Monday, Feb. 17, 1958
Farewell to Plague?
Other diseases may have taken a greater toll of human life, but none has spread more terror than the Black Death. In the 14th century, plague reached from Asia through Asia Minor to Europe, where it killed 25 million people (one in four by conservative estimate, perhaps one in three). Three centuries later the rat-borne scourge devastated London, killing 70,000 --one-sixth of the population. Then it lay relatively dormant, taking a regular annual toll in parts of Asia where it was endemic. In 1896 it burst out of South China, through the port of Hong Kong. From there tramp steamers carried it around the world, causing at least 10 million deaths in a decade, 6,000,000 of them in India. Ever since, plague has simmered in a dozen infected areas, has caused several thousand deaths in most years. Last week the World Health Organization announced in Geneva that in 1957 only 514 deaths due to plague were reported in the free world and only 44 of them in India. At long last, it looked as though the Black Death was licked.

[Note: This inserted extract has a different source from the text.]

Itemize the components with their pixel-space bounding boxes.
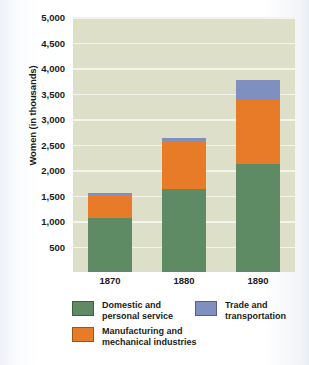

Plague is caused by a bacillus, Pasteurella pestis, whose natural habitat is the rat. Fleas carry it from rats to humans. The disease, called bubonic when it affects the lymph nodes, pneumonic when it attacks the lungs, used to be 90% fatal; nowadays antibiotics and sulfa drugs can defeat it in 90% of cases, and widespread warfare against rats and fleas in underprivileged areas helps prevent outbreaks.
In 1957 Burma had the worst record with 198 cases; in the New World, Ecuador led with 72. In the U.S., where the bacillus has found a reservoir in wild rodents (TIME, July 9, 1956), there was one probable but unconfirmed case in Texas.